Mercury (Hobart)

Tailored cancer fight down to a T

- LUCIE VAN DEN BERG

A DISCOVERY by Melbourne scientists may pave the way for a promising new form of cancer treatment to one day be tailored to a patient’s age, improving its effectiven­ess in older people.

The therapy, where a patient’s own cells are geneticall­y modified to boost their cancerkill­ing capacity, is having remarkable results in young cancer patients, but its success is limited in the elderly.

More than 60 per cent of new cancer cases in Australia occur in people aged over 60 and there is a desperate need for better ways to treat the elderly population.

The new findings by Monash University’s Biomedical Discovery Institute sheds light on why people lose their ability to fight infections as they age.

Professor Nicole La Gruta and Dr Kylie Quinn’s new re- search finds that as we age some of our killer T-cells, which are expert cancer killers, reduce dramatical­ly in number and others become dysfunctio­nal.

“We think dysfunctio­n in one population of killer T-cells and the reduction in number of healthy T-cells contribute­s to the rising rates of infection and cancer in old age,” Prof La Gruta said.

CAR T-cell therapy is one of the most exciting cancer treatments emerging, Dr Quinn said.

“It involves taking killer Tcells from a cancer patient, geneticall­y modifying them, building them up into large numbers and putting them back in the patient,” Dr Quinn said.

Their studies in mice and humans sheds light on why this occurs and may eventually allow for treatment to be tailored to a person’s age.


# [Exercise brief]
This exercise asks for an exact copy of every entry below, with pictures omitted.

[Stored data]
====
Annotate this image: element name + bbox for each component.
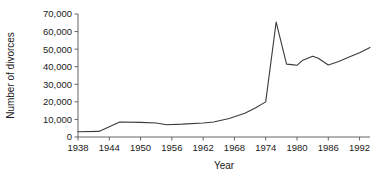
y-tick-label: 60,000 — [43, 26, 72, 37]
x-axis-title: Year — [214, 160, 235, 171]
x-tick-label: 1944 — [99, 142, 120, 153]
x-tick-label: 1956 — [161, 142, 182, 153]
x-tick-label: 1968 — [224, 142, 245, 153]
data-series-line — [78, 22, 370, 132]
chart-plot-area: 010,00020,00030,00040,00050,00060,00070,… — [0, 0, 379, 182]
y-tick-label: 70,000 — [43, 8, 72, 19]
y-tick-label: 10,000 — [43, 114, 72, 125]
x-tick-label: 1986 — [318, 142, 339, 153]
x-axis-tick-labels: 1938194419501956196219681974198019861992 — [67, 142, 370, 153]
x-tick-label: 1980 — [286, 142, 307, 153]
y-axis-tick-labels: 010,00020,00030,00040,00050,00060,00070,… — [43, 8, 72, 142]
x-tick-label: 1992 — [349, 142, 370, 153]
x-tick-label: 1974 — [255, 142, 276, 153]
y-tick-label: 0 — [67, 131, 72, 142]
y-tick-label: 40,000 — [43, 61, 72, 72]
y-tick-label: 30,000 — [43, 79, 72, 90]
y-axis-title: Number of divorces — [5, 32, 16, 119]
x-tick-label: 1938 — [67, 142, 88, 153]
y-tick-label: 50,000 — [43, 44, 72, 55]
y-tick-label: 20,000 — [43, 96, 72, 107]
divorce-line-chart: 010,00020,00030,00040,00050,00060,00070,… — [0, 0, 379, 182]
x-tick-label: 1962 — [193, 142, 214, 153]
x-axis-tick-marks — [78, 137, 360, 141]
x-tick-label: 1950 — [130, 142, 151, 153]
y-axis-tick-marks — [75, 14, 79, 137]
====
# [Answer section]
Annotate this image: element name + bbox for each component.
y-tick-label: 60,000 — [43, 26, 72, 37]
x-axis-title: Year — [214, 160, 235, 171]
x-tick-label: 1944 — [99, 142, 120, 153]
x-tick-label: 1956 — [161, 142, 182, 153]
x-tick-label: 1968 — [224, 142, 245, 153]
data-series-line — [78, 22, 370, 132]
chart-plot-area: 010,00020,00030,00040,00050,00060,00070,… — [0, 0, 379, 182]
y-tick-label: 70,000 — [43, 8, 72, 19]
y-tick-label: 10,000 — [43, 114, 72, 125]
x-tick-label: 1986 — [318, 142, 339, 153]
x-axis-tick-labels: 1938194419501956196219681974198019861992 — [67, 142, 370, 153]
x-tick-label: 1980 — [286, 142, 307, 153]
y-axis-tick-labels: 010,00020,00030,00040,00050,00060,00070,… — [43, 8, 72, 142]
x-tick-label: 1992 — [349, 142, 370, 153]
x-tick-label: 1974 — [255, 142, 276, 153]
y-tick-label: 0 — [67, 131, 72, 142]
y-tick-label: 40,000 — [43, 61, 72, 72]
y-tick-label: 30,000 — [43, 79, 72, 90]
y-axis-title: Number of divorces — [5, 32, 16, 119]
x-tick-label: 1938 — [67, 142, 88, 153]
y-tick-label: 50,000 — [43, 44, 72, 55]
y-tick-label: 20,000 — [43, 96, 72, 107]
divorce-line-chart: 010,00020,00030,00040,00050,00060,00070,… — [0, 0, 379, 182]
x-tick-label: 1962 — [193, 142, 214, 153]
x-axis-tick-marks — [78, 137, 360, 141]
x-tick-label: 1950 — [130, 142, 151, 153]
y-axis-tick-marks — [75, 14, 79, 137]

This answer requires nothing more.